Unlike average conditions in the previous study, here we find that group C_C1* (clade I) is slightly numerically dominant over clade D_C2. Representative Synechococcus strains from clade I and IV differ in their gene repertoires (Dufresne et al., 2008), so there is the genetic potential for the presence of these different subgroups to have implications for ecosystem function or nitrogen cycling in this region. Both groups are lower in abundance in offshore waters (Figure 6a) and low-salinity waters (Figure 6b). This contradicts what might be expected based on previously described higher distributions of Synechococcus in offshore waters (Paerl et al., in press), though a likely explanation is that these sampled waters were not from CCS transition waters. The relative population sizes of each subclade demonstrate no clear differences with respect to temperature or salinity preferences for either subclade (Figure 6b). Though these were the only subclades quantified, the rbcL copy number remains high when narB groups C_C1* and D_C2 numbers decrease, indicating the presence of additional subclade(s) in offshore waters.

Figure 6
figure 6

Synechococcus subclade dynamics. (a) Synechococcus clade abundances over time. narB, group D_C2 (black) and group C_C1* (grey) gene copy numbers correspond to the Synechococcus subclades enumerated in the fall (from September to October, 2009). Arrow points to time of offshore water influx. (b) Synechococcus total (filled circles) and subclade (black solid and dotted open circles) abundances with respect to temperature and salinity in the fall.

Conclusions

Owing to high-resolution sampling, we have demonstrated that high Thaumarchaea abundances can be seen in the stratified fall surface waters, and that these abundances can exceed Thaumarchaea numbers transported to surface waters during active upwelling. Such high abundances of ammonia oxidizers likely have significant implications for local nitrogen cycling. If the mass of data we retrieved from the Thaumarchaeaota in the fall series were instead a single data point in 1 month, over the course of a year time series, we may have disregarded it as an outlier, as the conditions corresponding with these high abundances are not conditions that normally coincide with abundant Thaumarchaeota. These data demonstrate that Thaumarchaeota reside with abundant phytoplankton in the surface waters over long periods of time; however, it is currently unknown whether this co-occurrence is typical in stratified waters in Monterey Bay. It is now possible to test this theory by sampling high and low chlorophyll regimes within the same water mass during stratified conditions, using adaptive sampling with robotic instrumentation.
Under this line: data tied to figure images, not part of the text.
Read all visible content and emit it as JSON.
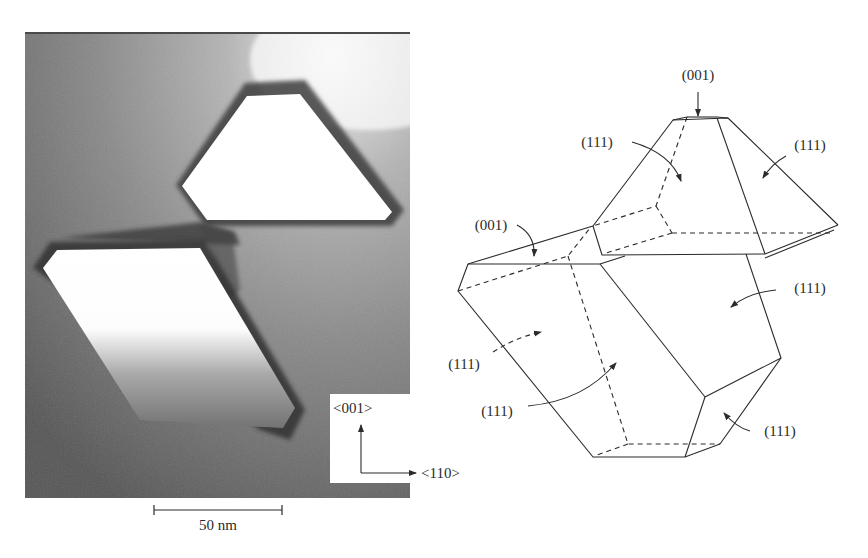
{
  "micrograph": {
    "scale_bar": {
      "label": "50 nm"
    },
    "axes": {
      "vertical_label": "<001>",
      "horizontal_label": "<110>"
    },
    "colors": {
      "background_dark": "#6e6e6e",
      "background_light": "#b9b9b9",
      "particle_interior": "#ffffff",
      "particle_rim": "#3a3a3a"
    }
  },
  "schematic": {
    "labels": {
      "top_001": "(001)",
      "upper_left_111": "(111)",
      "upper_right_111": "(111)",
      "left_001": "(001)",
      "middle_right_111": "(111)",
      "left_hidden_111": "(111)",
      "lower_left_111": "(111)",
      "bottom_right_111": "(111)"
    },
    "colors": {
      "line": "#2b2b2b"
    }
  }
}
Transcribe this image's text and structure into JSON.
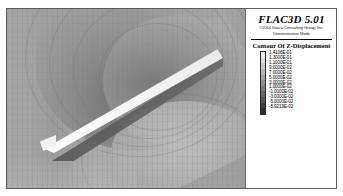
{
  "window": {
    "background_color": "#ffffff",
    "border_color": "#5c5c5c"
  },
  "legend": {
    "app_title": "FLAC3D 5.01",
    "copyright": "©2014 Itasca Consulting Group, Inc.",
    "mode": "Demonstration Mode",
    "contour_title": "Contour Of Z-Displacement",
    "colorbar": {
      "orientation": "vertical",
      "colormap": "grayscale",
      "top_color": "#f2f2f2",
      "bottom_color": "#1a1a1a"
    },
    "values": [
      "1.4106E-01",
      "1.3000E-01",
      "1.1000E-01",
      "9.0000E-02",
      "7.0000E-02",
      "5.0000E-02",
      "3.0000E-02",
      "1.0000E-02",
      "-1.0000E-02",
      "-3.0000E-02",
      "-5.0000E-02",
      "-5.9219E-02"
    ],
    "swatch_colors": [
      "#efefef",
      "#dedede",
      "#cacaca",
      "#b6b6b6",
      "#a2a2a2",
      "#8e8e8e",
      "#7a7a7a",
      "#666666",
      "#525252",
      "#3e3e3e",
      "#2a2a2a"
    ]
  },
  "viewport": {
    "name": "3d-model-view",
    "description": "Grayscale Z-displacement contour field on a meshed soil block with a white diagonal cut-plane slab"
  },
  "chart_data": {
    "type": "heatmap",
    "title": "Contour Of Z-Displacement",
    "subtitle": "FLAC3D 5.01 — Demonstration Mode",
    "colormap": "grayscale",
    "legend_position": "right",
    "grid": true,
    "units": "m",
    "variable": "Z-Displacement",
    "zlim": [
      -0.059219,
      0.14106
    ],
    "contour_levels": [
      0.14106,
      0.13,
      0.11,
      0.09,
      0.07,
      0.05,
      0.03,
      0.01,
      -0.01,
      -0.03,
      -0.05,
      -0.059219
    ],
    "tick_labels": [
      "1.4106E-01",
      "1.3000E-01",
      "1.1000E-01",
      "9.0000E-02",
      "7.0000E-02",
      "5.0000E-02",
      "3.0000E-02",
      "1.0000E-02",
      "-1.0000E-02",
      "-3.0000E-02",
      "-5.0000E-02",
      "-5.9219E-02"
    ],
    "xlabel": "",
    "ylabel": ""
  }
}
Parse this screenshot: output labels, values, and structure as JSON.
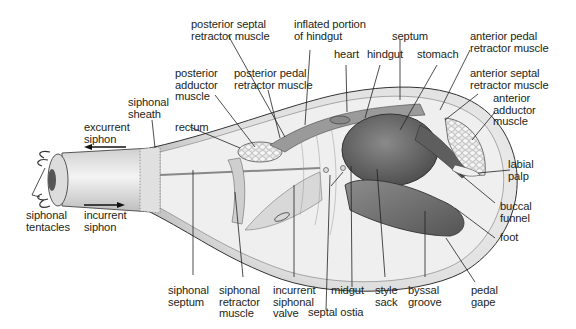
{
  "diagram": {
    "colors": {
      "ink": "#231f20",
      "body_light": "#e8e8e8",
      "body_mid": "#b9b9b9",
      "organ_dark": "#6e6e6e",
      "organ_darker": "#4f4f4f",
      "background": "#ffffff"
    },
    "labels": {
      "posterior_septal_retractor_muscle": "posterior septal\nretractor muscle",
      "inflated_portion_of_hindgut": "inflated portion\nof hindgut",
      "septum": "septum",
      "anterior_pedal_retractor_muscle": "anterior pedal\nretractor muscle",
      "heart": "heart",
      "hindgut": "hindgut",
      "stomach": "stomach",
      "anterior_septal_retractor_muscle": "anterior septal\nretractor muscle",
      "posterior_adductor_muscle": "posterior\nadductor\nmuscle",
      "posterior_pedal_retractor_muscle": "posterior pedal\nretractor muscle",
      "anterior_adductor_muscle": "anterior\nadductor\nmuscle",
      "siphonal_sheath": "siphonal\nsheath",
      "excurrent_siphon": "excurrent\nsiphon",
      "rectum": "rectum",
      "labial_palp": "labial\npalp",
      "siphonal_tentacles": "siphonal\ntentacles",
      "incurrent_siphon": "incurrent\nsiphon",
      "buccal_funnel": "buccal\nfunnel",
      "foot": "foot",
      "siphonal_septum": "siphonal\nseptum",
      "siphonal_retractor_muscle": "siphonal\nretractor\nmuscle",
      "incurrent_siphonal_valve": "incurrent\nsiphonal\nvalve",
      "midgut": "midgut",
      "style_sack": "style\nsack",
      "byssal_groove": "byssal\ngroove",
      "pedal_gape": "pedal\ngape",
      "septal_ostia": "septal ostia"
    },
    "flow_arrows": [
      {
        "name": "excurrent",
        "direction": "left"
      },
      {
        "name": "incurrent",
        "direction": "right"
      }
    ]
  }
}
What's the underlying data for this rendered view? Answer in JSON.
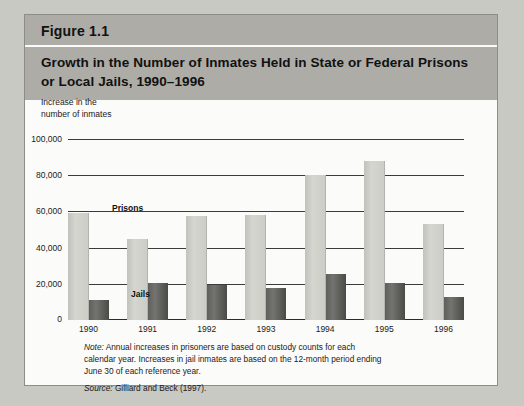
{
  "figure": {
    "number_label": "Figure 1.1",
    "title": "Growth in the Number of Inmates Held in State or Federal Prisons or Local Jails, 1990–1996"
  },
  "axis_caption": "Increase in the\nnumber of inmates",
  "series_labels": {
    "prisons": "Prisons",
    "jails": "Jails"
  },
  "footnotes": {
    "note_prefix": "Note:",
    "note_text": " Annual increases in prisoners are based on custody counts for each calendar year. Increases in jail inmates are based on the 12-month period ending June 30 of each reference year.",
    "source_prefix": "Source:",
    "source_text": " Gilliard and Beck (1997)."
  },
  "colors": {
    "header_band": "#adaca7",
    "page_background": "#c9c9c4",
    "card_background": "#fbfbf9",
    "prisons_bar": "#d0d0cb",
    "jails_bar": "#5a5a57",
    "gridline": "#3b3b3b"
  },
  "chart_data": {
    "type": "bar",
    "title": "Growth in the Number of Inmates Held in State or Federal Prisons or Local Jails, 1990–1996",
    "xlabel": "",
    "ylabel": "Increase in the number of inmates",
    "categories": [
      "1990",
      "1991",
      "1992",
      "1993",
      "1994",
      "1995",
      "1996"
    ],
    "series": [
      {
        "name": "Prisons",
        "values": [
          59000,
          44500,
          57500,
          58000,
          80000,
          88000,
          53000
        ]
      },
      {
        "name": "Jails",
        "values": [
          11000,
          20500,
          19500,
          17500,
          25500,
          20500,
          12500
        ]
      }
    ],
    "ylim": [
      0,
      100000
    ],
    "yticks": [
      0,
      20000,
      40000,
      60000,
      80000,
      100000
    ],
    "ytick_labels": [
      "0",
      "20,000",
      "40,000",
      "60,000",
      "80,000",
      "100,000"
    ],
    "grid": true,
    "legend": "inline-annotations"
  }
}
The daily resolution of the ESP also allowed us to demonstrate higher variability in Synechococcus populations in the fall than anticipated based on previous time series with approximately monthly resolution. Due to the high number of samples within this season, we were successful in linking low Synechococcus numbers to high chlorophyll concentration, indicating a possible inverse relationship between bloom conditions and Synechococcus abundances. Here, we have demonstrated the deeper insight gained through high-resolution biological sensing, without the need for continuous on-station ship-time.

The sampling frequencies of most time series programs necessitate a more general interpretation of microbial dynamics and though seasonal trends may be investigated, factors that are important for biogeochemistry are easily obscured by the low likelihood of their continued observation due to intermittent sampling. We have shown that the factors driving Synechococcus and Thaumarchaea population dynamics changed between seasons, and such effects that occur over shorter scales can be easily overlooked when only investigating the dominant drivers on annual or interannual cycles.